‘In the midst of Cloisterham stands the Nuns’ House: a venerable brick edifice, whose present appellation is doubtless derived from the legend of its conventual uses. On the trim gate enclosing its old courtyard is a resplendent brass plate flashing forth the legend: “Seminary for Young Ladies. Miss Twinkleton.” The house-front is so old and worn, and the brass plate is so shining and staring, that the general result has reminded imaginative strangers of a battered old beau with a large modern eye-glass stuck in his blind eye.’ The Mystery of Edwin Drood(1870).
Eastgate House in Rochester is an obvious setting for Miss Twinkleton’s exemplary establishment in the unfinished novel The Mystery of Edwin Drood) Set discreetly back from the road, it has its own walled garden in the middle of the town.
But like other buildings in the town (most obviously Restoration House in Great Expectations) it fails to protect a vulnerable young person within its walls. Looking out of its windows Rosa Budd would be able to see the High Street where a young Pip suffers public humiliation at the hands of Trabb’s boy while showing off his new clothes. At the other end of the street is the Bull Inn, otherwise the Blue Boar where Pip is outraged to learn that the odious Pumblechook is credited with having been his first friend and mentor.
Rosa is associated with feminine rooms and gardens rather than public spaces. But this level of decorum is threatened when she is persecuted by the sinister Jasper in the ‘school’ itself. Ostensibly teaching her music, Jasper appears to hypnotise Rosa, who is both terrified and fascinated by his obsessive devotion. Dickens was working on the novel, which was never completed, in his Swiss Chalet when he died on 9 June 1870. The chalet itself now stands in the garden of Eastgate House. Speculation continues as to the fate of the missing Edwin at the Drood Inquiry.
Bibliography
Dickens, Charles. The Mystery of Edwin Drood. Oxford: Oxford World’s Classics, 2009.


WHAT NEEDS TO BE DONE
In the records below, take the line with "At what (x,y)" and all lines after it, and copy them exactly, pictures excluded.

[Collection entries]
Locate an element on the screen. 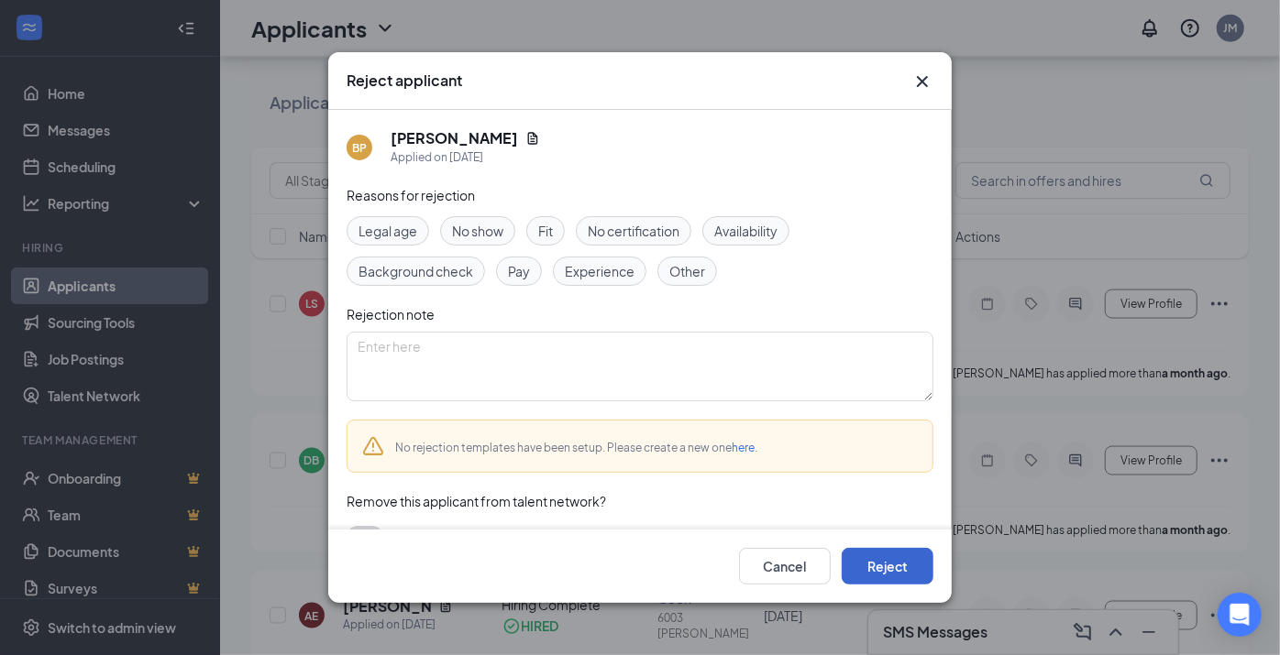 The image size is (1280, 655). button: Reject is located at coordinates (887, 566).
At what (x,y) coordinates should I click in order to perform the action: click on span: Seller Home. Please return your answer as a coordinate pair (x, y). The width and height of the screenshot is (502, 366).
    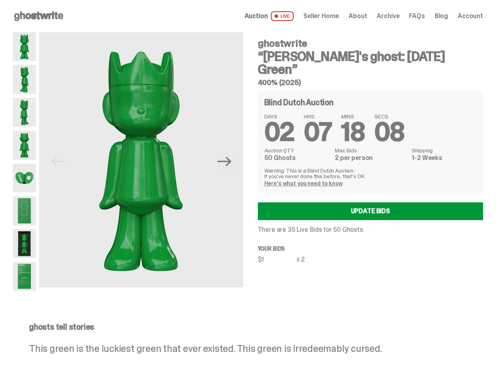
    Looking at the image, I should click on (321, 16).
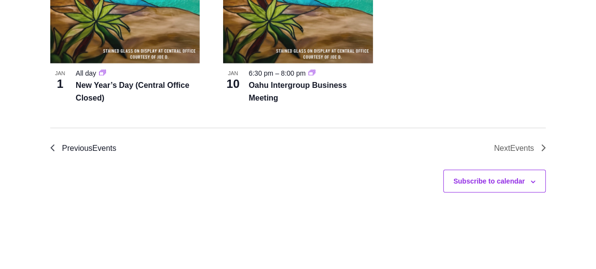 Image resolution: width=596 pixels, height=269 pixels. What do you see at coordinates (514, 148) in the screenshot?
I see `span: Next` at bounding box center [514, 148].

ANSWER FOR THIS EXERCISE
At what (x,y) coordinates should I click in order to perform the action: click on span: Seller Home. Please return your answer as a coordinate pair (x, y). The width and height of the screenshot is (502, 366).
    Looking at the image, I should click on (321, 16).
 Image resolution: width=596 pixels, height=269 pixels. What do you see at coordinates (514, 148) in the screenshot?
I see `span: Next` at bounding box center [514, 148].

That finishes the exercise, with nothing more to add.